RFR(m): 8214271: Fast primitive to wake many threads
David Holmes
david.holmes at oracle.com
Wed Nov 28 05:41:15 UTC 2018
Hi Robbin,
Part 3 (and final part)
This is looking at the futex implementation and the test.
Overall looks good!
Shouldn't you be using the FUTEX_*_PRIVATE variants as this is a
process-local FUTEX?
Your main code would be simpler to read (and thus understand) if your
futex helper function handled the unused arguments e.g. instead of:
static int futex(volatile int *uaddr, int futex_op, int val,
const struct timespec *timeout, int *uaddr2, int val3)
{
return syscall(SYS_futex, uaddr, futex_op, val, timeout, uaddr2, val3);
}
use (with name changes):
static int futex(volatile int *addr, int futex_op, int op_arg) {
return syscall(SYS_futex, addr, futex_op, op_arg, NULL, NULL, 0);
}
---
Minor suggestions on this comment block:
88 // Return value 0, re-check in case of spurious wake-up.
89 // EINTR and re-check and go back to waiting.
90 // EAGAIN we already are disarmed, we should pass the check,
91 // if not re-armed with same tag.
->
// Return value 0: woken up, but re-check in case of spurious wakeup
// Error EINTR: woken by signal, so re-check and re-wait if necessary.
// Error EAGAIN: we are already disarmed and so will pass the check
As per initial review comments I think re-arming with same tag should be
an error. I think the tag semantics should be that the tag is a strictly
increasing value, and we can then store the previous tag and check that.
---
The test could do with at least an introductory comment block explaining
the basic operation of the test. Further inline comments wouldn't hurt
either.
Thanks,
David
On 24/11/2018 2:55 am, Robbin Ehn wrote:
> Forgot RFR in subject.
>
> /Robbin
>
> On 2018-11-23 17:51, Robbin Ehn wrote:
>> Hi all, please review.
>>
>> When a safepoint is ended we need a way to get back to 100%
>> utilization as fast
>> as possible. 100% utilization means no idle cpu in the system if there
>> is a
>> JavaThread that could be executed. The traditional ways to wake many,
>> e.g.
>> semaphore, pthread_cond, is not implemented with a single syscall
>> instead they
>> typical do one syscall per thread to wake.
>>
>> This change-set contains that primitive, the WaitBarrier, and a gtest
>> for it.
>> No actual users, which is in coming patches.
>>
>> The WaitBarrier solves by doing a cooperative semaphore posting,
>> threads woken
>> will also post. On Linux we can instead directly use a futex and with one
>> syscall wake all. Depending on how many threads and cpus the
>> performance vary,
>> but a good utilization of the machine, just on the edge of saturated,
>> the time to reach 100% utilization is around 3 times faster with the
>> WaitBarrier (where futex is faster than semaphore).
>>
>> Webrev:
>> http://cr.openjdk.java.net/~rehn/8214271/webrev/
>>
>> CR:
>> https://bugs.openjdk.java.net/browse/JDK-8214271
>>
>> Passes 100 iterations of gtest on our platforms, both fastdebug and
>> release.
>> And have been stable when used in safepoints (t1-8) (coming patches).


WHAT YOU ARE ASKED TO DO →
Restate word for word every entry that appears below, skipping its pictures.

__________

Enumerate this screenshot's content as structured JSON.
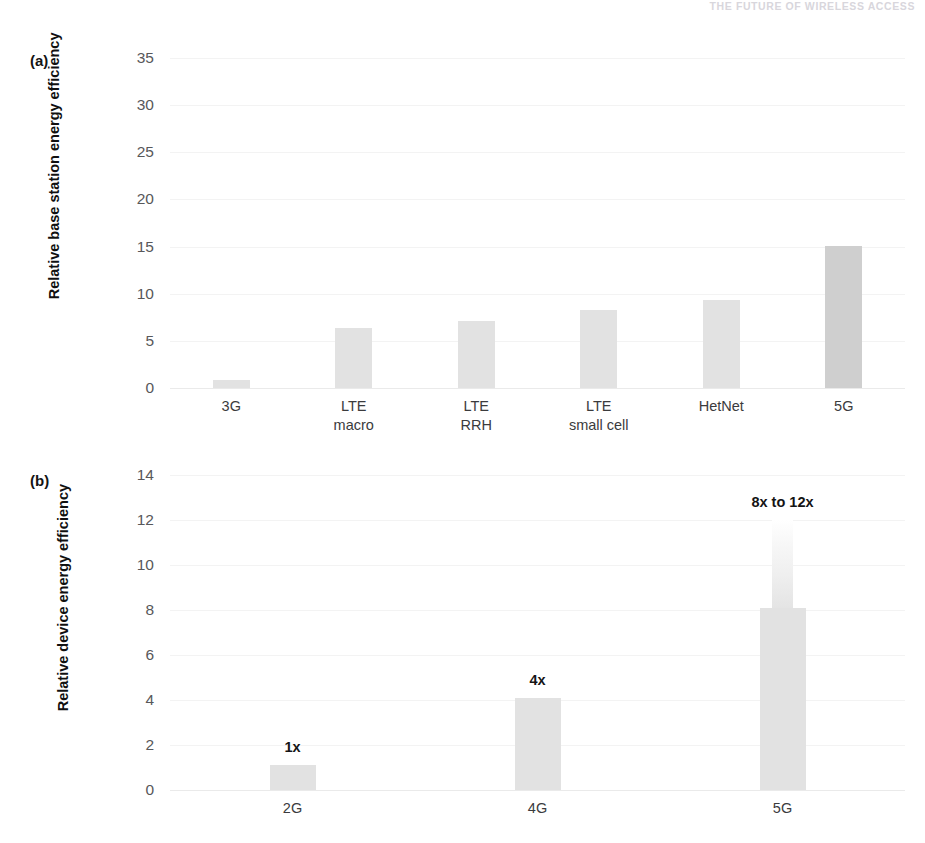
{
  "running_header": "THE FUTURE OF WIRELESS ACCESS",
  "panels": {
    "a": {
      "tag": "(a)",
      "axis_title": "Relative base station\nenergy efficiency"
    },
    "b": {
      "tag": "(b)",
      "axis_title": "Relative device\nenergy efficiency"
    }
  },
  "colors": {
    "bar": "#e2e2e2",
    "bar_accent": "#cfcfcf",
    "gridline": "#f3f3f3",
    "tick_text": "#58585a",
    "header_text": "#d8d6dc"
  },
  "chart_data": [
    {
      "type": "bar",
      "panel": "a",
      "title": "",
      "xlabel": "",
      "ylabel": "Relative base station energy efficiency",
      "ylim": [
        0,
        35
      ],
      "yticks": [
        0,
        5,
        10,
        15,
        20,
        25,
        30,
        35
      ],
      "ytick_labels": [
        "0",
        "5",
        "10",
        "15",
        "20",
        "25",
        "30",
        "35"
      ],
      "grid": true,
      "legend": "none",
      "categories": [
        "3G",
        "LTE\nmacro",
        "LTE\nRRH",
        "LTE\nsmall cell",
        "HetNet",
        "5G"
      ],
      "category_labels": [
        "3G",
        "LTE macro",
        "LTE RRH",
        "LTE small cell",
        "HetNet",
        "5G"
      ],
      "values": [
        0.8,
        6.4,
        7.1,
        8.3,
        9.3,
        15.1
      ],
      "highlight_index": 5
    },
    {
      "type": "bar",
      "panel": "b",
      "title": "",
      "xlabel": "",
      "ylabel": "Relative device energy efficiency",
      "ylim": [
        0,
        14
      ],
      "yticks": [
        0,
        2,
        4,
        6,
        8,
        10,
        12,
        14
      ],
      "ytick_labels": [
        "0",
        "2",
        "4",
        "6",
        "8",
        "10",
        "12",
        "14"
      ],
      "grid": true,
      "legend": "none",
      "categories": [
        "2G",
        "4G",
        "5G"
      ],
      "category_labels": [
        "2G",
        "4G",
        "5G"
      ],
      "values": [
        1.1,
        4.1,
        8.1
      ],
      "value_upper": [
        1.1,
        4.1,
        12.0
      ],
      "annotations": [
        "1x",
        "4x",
        "8x to 12x"
      ]
    }
  ]
}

__________

ANSWER SPACE →
Enumerate this screenshot's content as structured JSON.
{
  "running_header": "THE FUTURE OF WIRELESS ACCESS",
  "panels": {
    "a": {
      "tag": "(a)",
      "axis_title": "Relative base station\nenergy efficiency"
    },
    "b": {
      "tag": "(b)",
      "axis_title": "Relative device\nenergy efficiency"
    }
  },
  "colors": {
    "bar": "#e2e2e2",
    "bar_accent": "#cfcfcf",
    "gridline": "#f3f3f3",
    "tick_text": "#58585a",
    "header_text": "#d8d6dc"
  },
  "chart_data": [
    {
      "type": "bar",
      "panel": "a",
      "title": "",
      "xlabel": "",
      "ylabel": "Relative base station energy efficiency",
      "ylim": [
        0,
        35
      ],
      "yticks": [
        0,
        5,
        10,
        15,
        20,
        25,
        30,
        35
      ],
      "ytick_labels": [
        "0",
        "5",
        "10",
        "15",
        "20",
        "25",
        "30",
        "35"
      ],
      "grid": true,
      "legend": "none",
      "categories": [
        "3G",
        "LTE\nmacro",
        "LTE\nRRH",
        "LTE\nsmall cell",
        "HetNet",
        "5G"
      ],
      "category_labels": [
        "3G",
        "LTE macro",
        "LTE RRH",
        "LTE small cell",
        "HetNet",
        "5G"
      ],
      "values": [
        0.8,
        6.4,
        7.1,
        8.3,
        9.3,
        15.1
      ],
      "highlight_index": 5
    },
    {
      "type": "bar",
      "panel": "b",
      "title": "",
      "xlabel": "",
      "ylabel": "Relative device energy efficiency",
      "ylim": [
        0,
        14
      ],
      "yticks": [
        0,
        2,
        4,
        6,
        8,
        10,
        12,
        14
      ],
      "ytick_labels": [
        "0",
        "2",
        "4",
        "6",
        "8",
        "10",
        "12",
        "14"
      ],
      "grid": true,
      "legend": "none",
      "categories": [
        "2G",
        "4G",
        "5G"
      ],
      "category_labels": [
        "2G",
        "4G",
        "5G"
      ],
      "values": [
        1.1,
        4.1,
        8.1
      ],
      "value_upper": [
        1.1,
        4.1,
        12.0
      ],
      "annotations": [
        "1x",
        "4x",
        "8x to 12x"
      ]
    }
  ]
}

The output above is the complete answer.